*** GIVEN DATA ***

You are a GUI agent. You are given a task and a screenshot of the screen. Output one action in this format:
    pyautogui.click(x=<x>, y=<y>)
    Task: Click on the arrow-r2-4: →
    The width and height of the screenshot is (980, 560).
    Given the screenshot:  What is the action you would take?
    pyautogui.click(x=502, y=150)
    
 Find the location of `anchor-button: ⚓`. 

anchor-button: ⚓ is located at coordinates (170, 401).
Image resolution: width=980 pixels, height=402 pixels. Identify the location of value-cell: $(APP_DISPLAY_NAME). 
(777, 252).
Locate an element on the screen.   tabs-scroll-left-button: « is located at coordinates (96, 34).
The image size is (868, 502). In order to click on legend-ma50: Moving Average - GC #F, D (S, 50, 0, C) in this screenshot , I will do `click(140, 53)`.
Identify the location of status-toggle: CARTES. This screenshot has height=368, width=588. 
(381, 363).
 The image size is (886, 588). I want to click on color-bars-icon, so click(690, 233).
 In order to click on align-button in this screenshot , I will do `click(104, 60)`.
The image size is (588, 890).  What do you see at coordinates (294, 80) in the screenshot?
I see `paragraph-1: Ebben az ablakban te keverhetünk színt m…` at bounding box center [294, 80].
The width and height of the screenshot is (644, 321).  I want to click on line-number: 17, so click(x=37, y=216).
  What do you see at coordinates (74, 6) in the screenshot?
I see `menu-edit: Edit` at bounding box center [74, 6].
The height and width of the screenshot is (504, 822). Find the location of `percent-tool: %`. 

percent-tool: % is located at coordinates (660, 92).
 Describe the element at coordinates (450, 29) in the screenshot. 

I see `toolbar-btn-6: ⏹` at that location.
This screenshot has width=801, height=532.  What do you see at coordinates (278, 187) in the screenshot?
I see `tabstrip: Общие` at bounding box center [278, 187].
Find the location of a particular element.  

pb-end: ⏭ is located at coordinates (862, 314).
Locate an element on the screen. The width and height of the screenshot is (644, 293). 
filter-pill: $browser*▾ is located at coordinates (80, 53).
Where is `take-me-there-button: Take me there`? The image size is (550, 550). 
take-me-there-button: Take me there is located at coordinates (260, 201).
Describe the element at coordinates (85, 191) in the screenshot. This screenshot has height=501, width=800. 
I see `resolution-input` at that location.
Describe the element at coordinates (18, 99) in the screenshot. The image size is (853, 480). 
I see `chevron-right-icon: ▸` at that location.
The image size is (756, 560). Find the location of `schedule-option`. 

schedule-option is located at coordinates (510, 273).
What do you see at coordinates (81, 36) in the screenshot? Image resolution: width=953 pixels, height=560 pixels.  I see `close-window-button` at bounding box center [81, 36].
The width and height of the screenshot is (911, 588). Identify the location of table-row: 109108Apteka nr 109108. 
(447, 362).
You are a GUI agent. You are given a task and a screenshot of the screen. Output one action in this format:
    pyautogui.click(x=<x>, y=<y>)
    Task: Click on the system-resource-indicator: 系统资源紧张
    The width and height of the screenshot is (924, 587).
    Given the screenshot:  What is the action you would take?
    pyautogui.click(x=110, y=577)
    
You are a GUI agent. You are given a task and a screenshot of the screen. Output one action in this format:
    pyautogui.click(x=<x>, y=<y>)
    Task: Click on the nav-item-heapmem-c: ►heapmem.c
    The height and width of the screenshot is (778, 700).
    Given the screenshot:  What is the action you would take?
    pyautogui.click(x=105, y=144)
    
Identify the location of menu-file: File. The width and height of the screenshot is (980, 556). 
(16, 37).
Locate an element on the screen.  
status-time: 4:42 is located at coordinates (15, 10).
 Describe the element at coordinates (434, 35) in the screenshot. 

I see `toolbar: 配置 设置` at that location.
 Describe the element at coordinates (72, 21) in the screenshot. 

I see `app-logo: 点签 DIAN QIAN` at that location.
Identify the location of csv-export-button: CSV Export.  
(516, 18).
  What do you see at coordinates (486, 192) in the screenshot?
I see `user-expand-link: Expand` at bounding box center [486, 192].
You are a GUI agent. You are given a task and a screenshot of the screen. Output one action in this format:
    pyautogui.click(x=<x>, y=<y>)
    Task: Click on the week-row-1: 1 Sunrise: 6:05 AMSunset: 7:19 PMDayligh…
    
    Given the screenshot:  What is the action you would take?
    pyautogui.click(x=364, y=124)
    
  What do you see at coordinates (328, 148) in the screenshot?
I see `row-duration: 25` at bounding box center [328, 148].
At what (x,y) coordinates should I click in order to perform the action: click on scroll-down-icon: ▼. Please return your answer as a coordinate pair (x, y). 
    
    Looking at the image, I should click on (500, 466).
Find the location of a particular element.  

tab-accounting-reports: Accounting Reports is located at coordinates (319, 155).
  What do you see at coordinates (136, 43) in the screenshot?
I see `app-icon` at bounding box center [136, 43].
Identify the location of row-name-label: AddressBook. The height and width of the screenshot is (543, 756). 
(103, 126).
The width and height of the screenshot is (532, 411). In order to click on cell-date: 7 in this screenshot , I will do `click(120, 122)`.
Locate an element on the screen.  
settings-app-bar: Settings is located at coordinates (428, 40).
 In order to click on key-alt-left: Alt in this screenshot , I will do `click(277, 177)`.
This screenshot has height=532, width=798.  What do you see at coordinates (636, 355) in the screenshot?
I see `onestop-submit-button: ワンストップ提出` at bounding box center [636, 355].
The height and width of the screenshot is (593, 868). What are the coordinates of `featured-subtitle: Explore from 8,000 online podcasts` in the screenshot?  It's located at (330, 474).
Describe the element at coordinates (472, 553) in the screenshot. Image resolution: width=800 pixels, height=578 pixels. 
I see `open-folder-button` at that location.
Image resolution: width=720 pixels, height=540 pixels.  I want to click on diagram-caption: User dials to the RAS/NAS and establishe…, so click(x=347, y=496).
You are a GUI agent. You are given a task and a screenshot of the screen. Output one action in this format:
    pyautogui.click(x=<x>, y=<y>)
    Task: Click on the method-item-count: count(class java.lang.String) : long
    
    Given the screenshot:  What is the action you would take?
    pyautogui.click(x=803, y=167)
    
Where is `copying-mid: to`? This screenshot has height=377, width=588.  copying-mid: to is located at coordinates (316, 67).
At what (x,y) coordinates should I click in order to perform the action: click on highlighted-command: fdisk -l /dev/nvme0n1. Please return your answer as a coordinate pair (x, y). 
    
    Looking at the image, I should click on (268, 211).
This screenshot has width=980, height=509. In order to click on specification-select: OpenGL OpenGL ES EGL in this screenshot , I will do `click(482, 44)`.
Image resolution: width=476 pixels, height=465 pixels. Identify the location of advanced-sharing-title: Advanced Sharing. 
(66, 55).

***

## TASK DIRECTIONS
Which lines in the records above contain the string "item"? Copy each one.

## OUTPUT FOR THIS EXERCISE
    Task: Click on the nav-item-heapmem-c: ►heapmem.c
    Task: Click on the method-item-count: count(class java.lang.String) : long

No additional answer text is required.